GUILT, THE PSYCHOLOGISTS SAY, IS A CORROSIVE EMOTION.  SO IS REGRET, THEY SAY.  AND I SUPPOSE they’re right. Obsessing over mistakes that have already been made may not be a good recipe for maintaining mental health, let alone finding constructive solutions for intransigent problems. It’s possible that such emotions are best left to old people who have the time and memories to indulge them. That may be why I find myself so often despondent these days— an old man looking over his shoulder at what might have been.  More at http://www.thelandethic.com/?p=330

I see optimism and enthusiasm, and positive things our youth say and do. Then I watch as that optimism and enthusiasm often fades to growing indifference and inaction, perhaps born out of the same pessimism many of our generation now feel. Aging, and the daily trials of life, too often sap away commitments of youth, until the years find us to be that ‘old man’.

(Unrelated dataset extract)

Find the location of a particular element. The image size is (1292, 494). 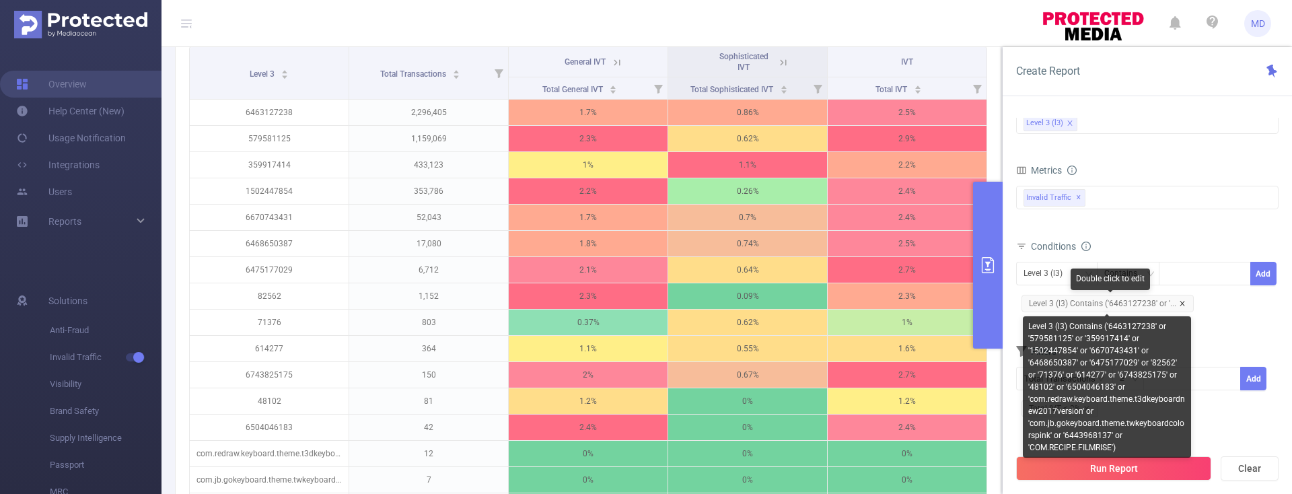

We (universally) have been on a self-destructive course for decades, or longer. One can argue that during earlier times it was due to ignorance coupled with a population well within the carrying capacity of the planet. Absent a crisis, the inexorable trends proceeded in silence – Rachel Carson’s ‘Silent Spring’ aside, published in 1962 just two years after my high school graduation.

Neither ignorance of our impacts, individually and collectively, nor sustainable population has been the case for decades. We know better. We now know there are too many of us for the limited resources of this planet to support. Natural processes will likely fix these problems. If we don’t very soon intervene, those left to clean up, if any, will have learned the hard way. Someone once said, wisely – ‘Mother Nature bats last’.

Then, this is all mere whining, or the rantings of another old man, if we don’t adequately respond to the question: So, what should/must we do?  – emphasis on the ‘do’.  And the ‘we’ means each one of us, regardless of age or circumstances. The ‘do’ can mean everything from making wiser personal choices about our life styles and resource uses to speaking up and holding those in authority accountable for their decisions – most notably politicians and their operatives in relevant agencies. More of us need to step up and speak for the planet – and ultimately the generations that follow us.

Perhaps the next generation will still be able to look back and similarly bemoan their failures from a place of reasonable comfort, but I fear deeply for my grandchildren.